At 01:35 PM 5/18/2006 -0700, Grant Baillie wrote:
In the the annotation scheme of doing things, is there a way for different kinds to customize behaviour when getting stamped? For example, a certificate might want to encapsulate itself as an attachment when stamped as mail, whereas events turn themselves into invitations.
Sure, you can delegate some behavior back to the underlying item, via the annotation's ``itsItem`` attribute. That is, a method on the Stamp can call back to a method on the original item using ``self.itsItem.whatever()``.
BTW, the other thing in Katie's email that brought the whole interface/adapter model to mind, and maybe a more compelling place than stamping, was having items adapt themselves when being displayed in different contexts in the UI.
I would translate that as the UI asking for annotations that are specific to the display context, but certainly adaptation is a possibility there as well.
The point of using Annotations isn't to substitute for adaptation, it's to annotate items with additional data.
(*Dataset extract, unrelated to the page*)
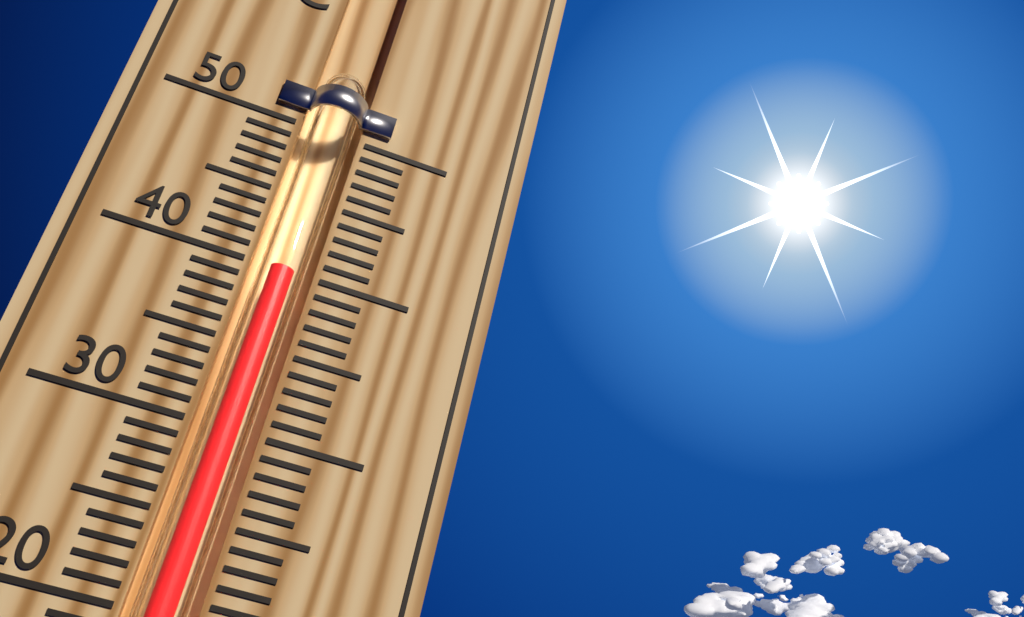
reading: 40 °C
Stamping itself meshes well with that concept. Adaptation is an somewhat-independent concept that might also be useful for various things.
Adaptation by itself, however, is *not* a solution to the stamping problem, because it doesn't address how additional attributes get stored, indexed, displayed, etc. Annotation solves that problem nicely, and also can do many of the things that can be done with annotation. The rest of the things that adaptation does can likely be handled by adding some extra features to the Stamp base class, for example to return all the stamps that implement some interface.
I feel I should mention, by the way, in case there's any appearance of conflicted interest, I actually am a co-author of zope.interface (i.e. I wrote the zope.interface.advice module) and much of the current implementation of zope.interface is based on design ideas either borrowed from PyProtocols or based on an API and terminology design that I significantly contributed to. So, either way you're going to be using my code and/or design here. ;-) I just mention this so nobody gets the impression I'm arguing for the Annotation approach because I wrote it. The real reason I'm arguing for it is that I wrote it specifically for Chandler, the repository, and stamping.
Adaptation can do some cool things too, but I'd be wary of introducing interfaces and adaptation into the pool of things that developers have to understand in order to play in the platform. I'd want to see whether less-general mechanisms that are more specific to our platform could work first, so that instead of having to learn interfaces and adaptation to do stamping, you just "learn to do stamping".